6. Supporting information
The supporting information contains the following additional tables:
Table S1. PDB-derived ligands from set 1 of FUSION mixes of additives (mixes 1–12).
Table S2. PDB-derived ligands from set 2 of FUSION mixes of additives (mixes a–g).
Table S3. Details of the seven commercially available test proteins.

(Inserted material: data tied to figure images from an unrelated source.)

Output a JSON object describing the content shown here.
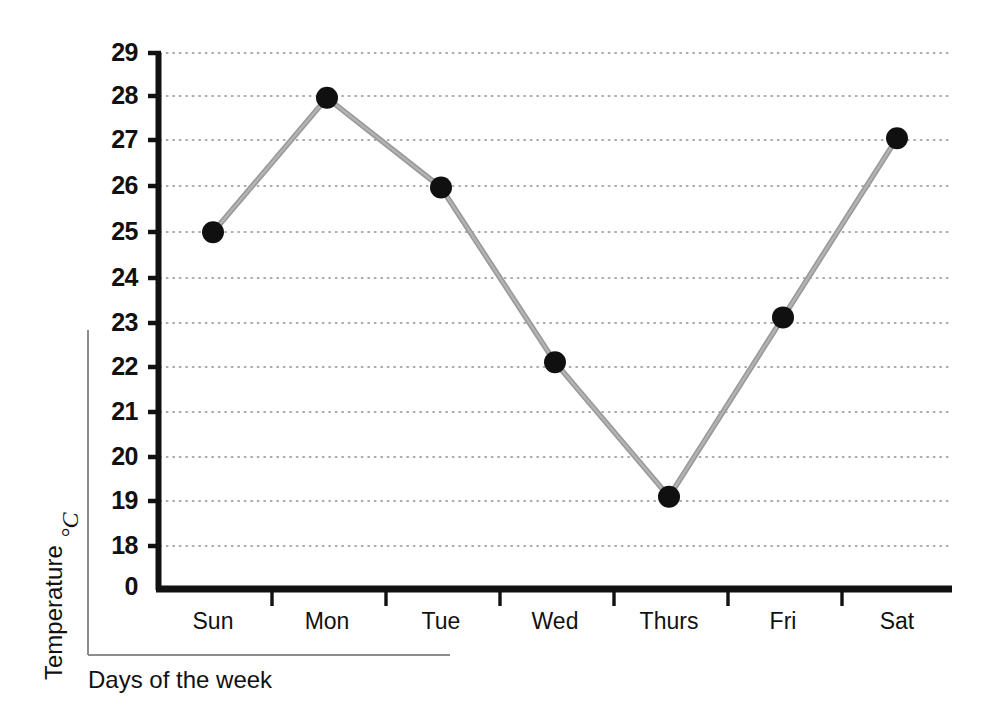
{
  "chart_data": {
    "type": "line",
    "title": "",
    "xlabel": "Days of the week",
    "ylabel": "Temperature",
    "yunit": "°C",
    "categories": [
      "Sun",
      "Mon",
      "Tue",
      "Wed",
      "Thurs",
      "Fri",
      "Sat"
    ],
    "values": [
      25,
      28,
      26,
      22.1,
      19.1,
      23.1,
      27.1
    ],
    "series": [
      {
        "name": "Temperature",
        "values": [
          25,
          28,
          26,
          22.1,
          19.1,
          23.1,
          27.1
        ]
      }
    ],
    "ytick_labels": [
      "0",
      "18",
      "19",
      "20",
      "21",
      "22",
      "23",
      "24",
      "25",
      "26",
      "27",
      "28",
      "29"
    ],
    "ylim": [
      18,
      29
    ],
    "y_axis_break": true,
    "y_origin_label": "0",
    "grid": true,
    "grid_style": "dotted-horizontal",
    "legend": "none",
    "marker": "filled-circle",
    "line_color": "#8c8c8c",
    "marker_color": "#101010",
    "axis_color": "#111111",
    "grid_color": "#9a9a9a",
    "background": "#ffffff"
  },
  "axes": {
    "y_title": "Temperature",
    "y_unit": "°C",
    "x_title": "Days of the week"
  },
  "ticks": {
    "y": [
      {
        "label": "29",
        "value": 29
      },
      {
        "label": "28",
        "value": 28
      },
      {
        "label": "27",
        "value": 27
      },
      {
        "label": "26",
        "value": 26
      },
      {
        "label": "25",
        "value": 25
      },
      {
        "label": "24",
        "value": 24
      },
      {
        "label": "23",
        "value": 23
      },
      {
        "label": "22",
        "value": 22
      },
      {
        "label": "21",
        "value": 21
      },
      {
        "label": "20",
        "value": 20
      },
      {
        "label": "19",
        "value": 19
      },
      {
        "label": "18",
        "value": 18
      },
      {
        "label": "0",
        "value": 0
      }
    ],
    "x": [
      {
        "label": "Sun"
      },
      {
        "label": "Mon"
      },
      {
        "label": "Tue"
      },
      {
        "label": "Wed"
      },
      {
        "label": "Thurs"
      },
      {
        "label": "Fri"
      },
      {
        "label": "Sat"
      }
    ]
  }
}
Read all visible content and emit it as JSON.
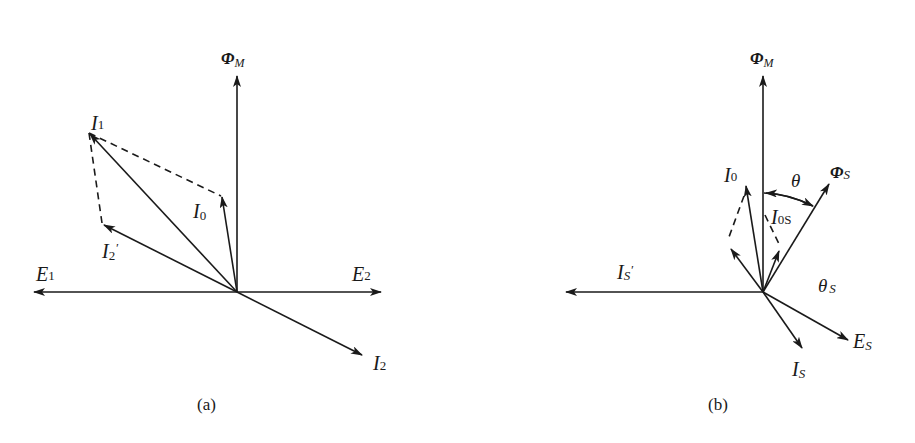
{
  "diagram_a": {
    "caption": "(a)",
    "labels": {
      "phi_m": "Φ",
      "phi_m_sub": "M",
      "i1": "I",
      "i1_sub": "1",
      "i0": "I",
      "i0_sub": "0",
      "i2p": "I",
      "i2p_sub": "2",
      "i2p_prime": "′",
      "e1": "E",
      "e1_sub": "1",
      "e2": "E",
      "e2_sub": "2",
      "i2": "I",
      "i2_sub": "2"
    }
  },
  "diagram_b": {
    "caption": "(b)",
    "labels": {
      "phi_m": "Φ",
      "phi_m_sub": "M",
      "i0": "I",
      "i0_sub": "0",
      "theta": "θ",
      "phi_s": "Φ",
      "phi_s_sub": "S",
      "i0s": "I",
      "i0s_sub": "0S",
      "is_prime": "I",
      "is_prime_sub": "S",
      "is_prime_mark": "′",
      "theta_s": "θ",
      "theta_s_sub": "S",
      "es": "E",
      "es_sub": "S",
      "is": "I",
      "is_sub": "S"
    }
  },
  "colors": {
    "ink": "#1a1a1a",
    "background": "#ffffff"
  }
}
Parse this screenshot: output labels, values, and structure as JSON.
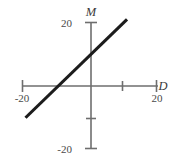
{
  "chart_data": {
    "type": "line",
    "title": "",
    "subtitle": "",
    "xlabel": "D",
    "ylabel": "M",
    "xlim": [
      -20,
      20
    ],
    "ylim": [
      -20,
      20
    ],
    "grid": false,
    "legend": null,
    "x_ticks": [
      {
        "value": -20,
        "label": "-20"
      },
      {
        "value": 10,
        "label": ""
      },
      {
        "value": 20,
        "label": "20"
      }
    ],
    "y_ticks": [
      {
        "value": 20,
        "label": "20"
      },
      {
        "value": -10,
        "label": ""
      },
      {
        "value": -20,
        "label": "-20"
      }
    ],
    "series": [
      {
        "name": "M vs D",
        "slope": 1,
        "intercept": 10,
        "x_intercept": -10,
        "y_intercept": 10,
        "points": [
          {
            "x": -20,
            "y": -10
          },
          {
            "x": -10,
            "y": 0
          },
          {
            "x": 0,
            "y": 10
          },
          {
            "x": 11,
            "y": 21
          }
        ]
      }
    ],
    "annotations": []
  },
  "labels": {
    "y_axis_title": "M",
    "x_axis_title": "D",
    "y_top_tick": "20",
    "y_bottom_tick": "-20",
    "x_left_tick": "-20",
    "x_right_tick": "20"
  },
  "colors": {
    "background": "#ffffff",
    "axis": "#6e6e6e",
    "data_line": "#1c1c1c",
    "tick_text": "#4a4a4a",
    "axis_title_text": "#3a3a3a"
  }
}
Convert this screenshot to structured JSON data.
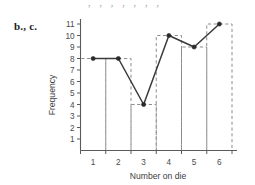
{
  "figure": {
    "panel_label": "b., c.",
    "top_artifact_text": "  ,  ,  ,  ,     ,  ,  ,"
  },
  "chart_data": {
    "type": "line",
    "title": "",
    "subtitle": "",
    "xlabel": "Number on die",
    "ylabel": "Frequency",
    "categories": [
      "1",
      "2",
      "3",
      "4",
      "5",
      "6"
    ],
    "x": [
      1,
      2,
      3,
      4,
      5,
      6
    ],
    "values": [
      8,
      8,
      4,
      10,
      9,
      11
    ],
    "series": [
      {
        "name": "Frequency polygon",
        "values": [
          8,
          8,
          4,
          10,
          9,
          11
        ]
      }
    ],
    "overlay": {
      "type": "bar",
      "style": "dashed-outline",
      "bin_edges": [
        0.5,
        1.5,
        2.5,
        3.5,
        4.5,
        5.5,
        6.5
      ],
      "values": [
        8,
        8,
        4,
        10,
        9,
        11
      ]
    },
    "xlim": [
      0.5,
      6.5
    ],
    "ylim": [
      0,
      11.6
    ],
    "ytick_labels": [
      "1",
      "2",
      "3",
      "4",
      "5",
      "6",
      "7",
      "8",
      "9",
      "10",
      "11"
    ],
    "yticks": [
      1,
      2,
      3,
      4,
      5,
      6,
      7,
      8,
      9,
      10,
      11
    ],
    "xtick_labels": [
      "1",
      "2",
      "3",
      "4",
      "5",
      "6"
    ],
    "xticks": [
      1,
      2,
      3,
      4,
      5,
      6
    ],
    "xtick_mark_positions": [
      0.5,
      1.5,
      2.5,
      3.5,
      4.5,
      5.5,
      6.5
    ],
    "grid": false,
    "legend": null,
    "colors": {
      "line": "#3a3a3a",
      "marker": "#2a2a2a",
      "bar_outline": "#8c8c8c",
      "axis": "#5a5a5a",
      "background": "#ffffff"
    }
  }
}
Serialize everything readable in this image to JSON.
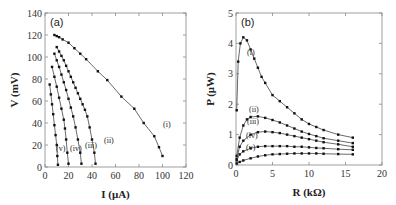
{
  "chart_data": [
    {
      "type": "line",
      "panel_label": "(a)",
      "xlabel": "I (μA)",
      "ylabel": "V (mV)",
      "xlim": [
        0,
        120
      ],
      "ylim": [
        0,
        140
      ],
      "xticks": [
        "0",
        "20",
        "40",
        "60",
        "80",
        "100",
        "120"
      ],
      "yticks": [
        "0",
        "20",
        "40",
        "60",
        "80",
        "100",
        "120",
        "140"
      ],
      "grid": false,
      "series": [
        {
          "name": "(i)",
          "x": [
            8,
            10,
            12,
            15,
            20,
            25,
            30,
            35,
            45,
            53,
            65,
            76,
            84,
            93,
            97,
            100
          ],
          "y": [
            120,
            119,
            118,
            116,
            113,
            108,
            103,
            98,
            87,
            79,
            64,
            53,
            40,
            28,
            18,
            10
          ]
        },
        {
          "name": "(ii)",
          "x": [
            10,
            12,
            14,
            16,
            18,
            20,
            22,
            24,
            26,
            28,
            30,
            32,
            34,
            36,
            38,
            40,
            42,
            43
          ],
          "y": [
            109,
            105,
            101,
            97,
            92,
            87,
            82,
            77,
            72,
            67,
            62,
            57,
            52,
            46,
            36,
            25,
            13,
            3
          ]
        },
        {
          "name": "(iii)",
          "x": [
            8,
            10,
            12,
            14,
            16,
            18,
            20,
            22,
            24,
            26,
            28,
            30,
            31
          ],
          "y": [
            103,
            97,
            91,
            84,
            77,
            70,
            62,
            54,
            46,
            36,
            25,
            13,
            3
          ]
        },
        {
          "name": "(iv)",
          "x": [
            6,
            8,
            10,
            12,
            14,
            16,
            17,
            18,
            19,
            20
          ],
          "y": [
            91,
            82,
            73,
            63,
            53,
            43,
            35,
            25,
            13,
            3
          ]
        },
        {
          "name": "(v)",
          "x": [
            4,
            5,
            6,
            7,
            8,
            9,
            10,
            10.5,
            11
          ],
          "y": [
            75,
            66,
            57,
            48,
            38,
            29,
            20,
            10,
            2
          ]
        }
      ]
    },
    {
      "type": "line",
      "panel_label": "(b)",
      "xlabel": "R (kΩ)",
      "ylabel": "P (μW)",
      "xlim": [
        0,
        20
      ],
      "ylim": [
        0,
        5
      ],
      "xticks": [
        "0",
        "5",
        "10",
        "15",
        "20"
      ],
      "yticks": [
        "0",
        "1",
        "2",
        "3",
        "4",
        "5"
      ],
      "grid": false,
      "series": [
        {
          "name": "(i)",
          "x": [
            0.1,
            0.3,
            0.6,
            1.0,
            1.5,
            2.0,
            2.5,
            3,
            3.5,
            4,
            5,
            6,
            7,
            8,
            9,
            10,
            11,
            12,
            14,
            16
          ],
          "y": [
            1.8,
            3.4,
            4.0,
            4.2,
            4.1,
            3.8,
            3.5,
            3.2,
            2.9,
            2.7,
            2.3,
            2.1,
            1.9,
            1.7,
            1.5,
            1.35,
            1.25,
            1.15,
            1.0,
            0.9
          ]
        },
        {
          "name": "(ii)",
          "x": [
            0.1,
            0.5,
            1,
            1.5,
            2,
            3,
            4,
            5,
            6,
            7,
            8,
            9,
            10,
            11,
            12,
            14,
            16
          ],
          "y": [
            0.3,
            0.9,
            1.3,
            1.5,
            1.58,
            1.6,
            1.55,
            1.48,
            1.4,
            1.3,
            1.2,
            1.1,
            1.02,
            0.95,
            0.88,
            0.8,
            0.72
          ]
        },
        {
          "name": "(iii)",
          "x": [
            0.1,
            0.5,
            1,
            2,
            3,
            4,
            5,
            6,
            7,
            8,
            9,
            10,
            11,
            12,
            14,
            16
          ],
          "y": [
            0.2,
            0.6,
            0.8,
            1.0,
            1.08,
            1.1,
            1.08,
            1.05,
            1.0,
            0.95,
            0.9,
            0.85,
            0.8,
            0.75,
            0.68,
            0.6
          ]
        },
        {
          "name": "(iv)",
          "x": [
            0.1,
            0.5,
            1,
            2,
            3,
            4,
            5,
            6,
            7,
            8,
            9,
            10,
            11,
            12,
            14,
            16
          ],
          "y": [
            0.15,
            0.35,
            0.45,
            0.55,
            0.6,
            0.62,
            0.62,
            0.62,
            0.62,
            0.6,
            0.6,
            0.58,
            0.56,
            0.55,
            0.52,
            0.5
          ]
        },
        {
          "name": "(v)",
          "x": [
            0.1,
            0.5,
            1,
            2,
            3,
            4,
            5,
            6,
            7,
            8,
            9,
            10,
            11,
            12,
            14,
            16
          ],
          "y": [
            0.05,
            0.1,
            0.15,
            0.22,
            0.28,
            0.32,
            0.35,
            0.36,
            0.37,
            0.38,
            0.38,
            0.38,
            0.38,
            0.37,
            0.36,
            0.35
          ]
        }
      ]
    }
  ]
}
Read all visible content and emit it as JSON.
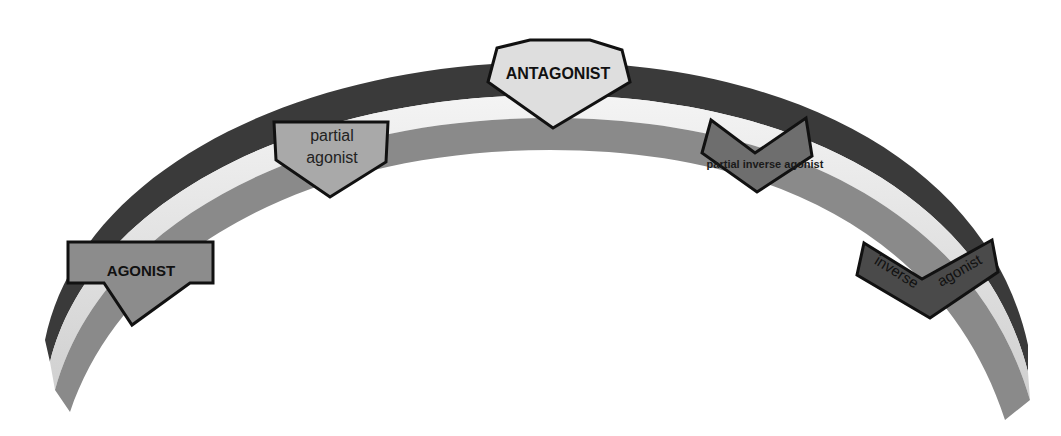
{
  "diagram": {
    "type": "receptor-activity-spectrum-arc",
    "colors": {
      "background": "#ffffff",
      "arc_outer_band": "#3a3a3a",
      "arc_middle_band": "#e6e6e6",
      "arc_inner_band": "#8a8a8a",
      "outline": "#111111",
      "text": "#111111"
    },
    "markers": [
      {
        "id": "agonist",
        "label": "AGONIST",
        "fill": "#8c8c8c",
        "font_weight": "bold",
        "shape": "pentagon-arrow-down"
      },
      {
        "id": "partial-agonist",
        "label_lines": [
          "partial",
          "agonist"
        ],
        "fill": "#a9a9a9",
        "font_weight": "normal",
        "shape": "pentagon-arrow-down"
      },
      {
        "id": "antagonist",
        "label": "ANTAGONIST",
        "fill": "#dedede",
        "font_weight": "bold",
        "shape": "hexagon-diamond"
      },
      {
        "id": "partial-inverse-agonist",
        "label": "partial inverse agonist",
        "fill": "#6e6e6e",
        "font_weight": "bold",
        "shape": "notched-chevron"
      },
      {
        "id": "inverse-agonist",
        "label_words": [
          "inverse",
          "agonist"
        ],
        "fill": "#4a4a4a",
        "font_weight": "normal",
        "shape": "notched-chevron-tilted"
      }
    ]
  }
}
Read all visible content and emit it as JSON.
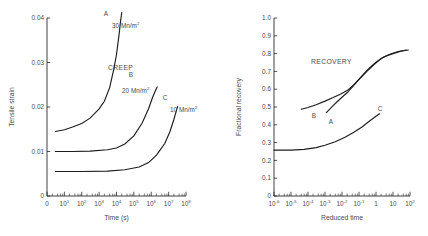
{
  "figure": {
    "background_color": "#ffffff",
    "ink_color": "#1d1d1d",
    "text_color": "#4a4a4a"
  },
  "chart_data": [
    {
      "id": "creep",
      "type": "line",
      "title": "CREEP",
      "xlabel": "Time (s)",
      "ylabel": "Tensile strain",
      "xscale": "log",
      "yscale": "linear",
      "xlim": [
        1,
        100000000
      ],
      "ylim": [
        0,
        0.04
      ],
      "grid": false,
      "legend_position": "inline-annotations",
      "xtick_labels": [
        "0",
        "10",
        "10",
        "10",
        "10",
        "10",
        "10",
        "10",
        "10"
      ],
      "xtick_exponents": [
        "",
        "1",
        "2",
        "3",
        "4",
        "5",
        "6",
        "7",
        "8"
      ],
      "ytick_labels": [
        "0",
        "0.01",
        "0.02",
        "0.03",
        "0.04"
      ],
      "ytick_values": [
        0,
        0.01,
        0.02,
        0.03,
        0.04
      ],
      "series": [
        {
          "name": "A",
          "annotation": "30 Mn/m",
          "annotation_exponent": "2",
          "x": [
            3,
            10,
            30,
            100,
            300,
            1000,
            2000,
            4000,
            7000,
            10000,
            14000,
            17000,
            19000,
            20000
          ],
          "y": [
            0.0145,
            0.0149,
            0.0155,
            0.0163,
            0.0175,
            0.0196,
            0.0213,
            0.0243,
            0.0285,
            0.0318,
            0.0362,
            0.0392,
            0.0405,
            0.0412
          ]
        },
        {
          "name": "B",
          "annotation": "20 Mn/m",
          "annotation_exponent": "2",
          "x": [
            3,
            30,
            300,
            3000,
            10000,
            30000,
            100000,
            300000,
            700000,
            1200000,
            1800000,
            2200000
          ],
          "y": [
            0.01,
            0.01,
            0.0101,
            0.0104,
            0.0108,
            0.0117,
            0.0135,
            0.0164,
            0.0196,
            0.0222,
            0.0238,
            0.0245
          ]
        },
        {
          "name": "C",
          "annotation": "10 Mn/m",
          "annotation_exponent": "2",
          "x": [
            3,
            100,
            3000,
            30000,
            200000,
            700000,
            2000000,
            6000000,
            12000000,
            20000000,
            28000000,
            33000000
          ],
          "y": [
            0.0055,
            0.0055,
            0.0056,
            0.0059,
            0.0065,
            0.0075,
            0.0092,
            0.0118,
            0.0145,
            0.0172,
            0.0192,
            0.0201
          ]
        }
      ]
    },
    {
      "id": "recovery",
      "type": "line",
      "title": "RECOVERY",
      "xlabel": "Reduced time",
      "ylabel": "Fractional recovery",
      "xscale": "log",
      "yscale": "linear",
      "xlim": [
        1e-06,
        100
      ],
      "ylim": [
        0,
        1.0
      ],
      "grid": false,
      "legend_position": "inline-annotations",
      "xtick_labels": [
        "10",
        "10",
        "10",
        "10",
        "10",
        "10",
        "1",
        "10",
        "10"
      ],
      "xtick_exponents": [
        "-6",
        "-5",
        "-4",
        "-3",
        "-2",
        "-1",
        "",
        "",
        "2"
      ],
      "ytick_labels": [
        "0",
        "0.1",
        "0.2",
        "0.3",
        "0.4",
        "0.5",
        "0.6",
        "0.7",
        "0.8",
        "0.9",
        "1.0"
      ],
      "ytick_values": [
        0,
        0.1,
        0.2,
        0.3,
        0.4,
        0.5,
        0.6,
        0.7,
        0.8,
        0.9,
        1.0
      ],
      "series": [
        {
          "name": "B",
          "x": [
            4e-05,
            0.0001,
            0.0003,
            0.001,
            0.003,
            0.008,
            0.02,
            0.05,
            0.12,
            0.3,
            0.8,
            2,
            6,
            20,
            60
          ],
          "y": [
            0.487,
            0.497,
            0.513,
            0.533,
            0.553,
            0.572,
            0.592,
            0.625,
            0.663,
            0.702,
            0.74,
            0.772,
            0.795,
            0.812,
            0.82
          ]
        },
        {
          "name": "A",
          "x": [
            0.0012,
            0.003,
            0.006,
            0.012,
            0.02,
            0.04,
            0.08,
            0.18,
            0.4,
            1.0,
            3,
            10,
            30,
            80
          ],
          "y": [
            0.468,
            0.508,
            0.535,
            0.562,
            0.58,
            0.612,
            0.645,
            0.683,
            0.718,
            0.752,
            0.782,
            0.8,
            0.813,
            0.82
          ]
        },
        {
          "name": "C",
          "x": [
            1e-06,
            1e-05,
            6e-05,
            0.0003,
            0.001,
            0.004,
            0.015,
            0.05,
            0.15,
            0.4,
            1.0,
            1.6
          ],
          "y": [
            0.258,
            0.258,
            0.262,
            0.272,
            0.285,
            0.305,
            0.33,
            0.358,
            0.388,
            0.42,
            0.448,
            0.462
          ]
        }
      ]
    }
  ]
}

Table S4. Crystallographic data summary table.
7. Competing interests
This work was supported by the Medical Research Council, as part of United Kingdom Research and Innovation. FUSION is sold by Molecular Dimensions Ltd (https://www.moleculardimensions.com) as `MORPHEUS FUSION' under an exclusive licence from the MRC and the medical research charity LifeArc (https://www.lifearc.org).
Supporting information
PDB references: α-amylase, 7p4w; avidin, 7p4z
Additional tables. DOI: https://doi.org/10.1107/S1600576722001765/ei5076sup1.pdf
Acknowledgements
We thank Jan Löwe for critical reading of the manuscript, and Fusinita van den Ent, Olga Perisic, Paul Hart, Tom Pratt, Ben Sutcliffe and Jo Westmoreland (all MRC LMB), Rachel Kramer Green (RCSB PDB), François-Xavier Robert (LifeArc), and Claire Naylor, Simon Tanley and Claire Seddon (Molecular Dimensions) for technical support.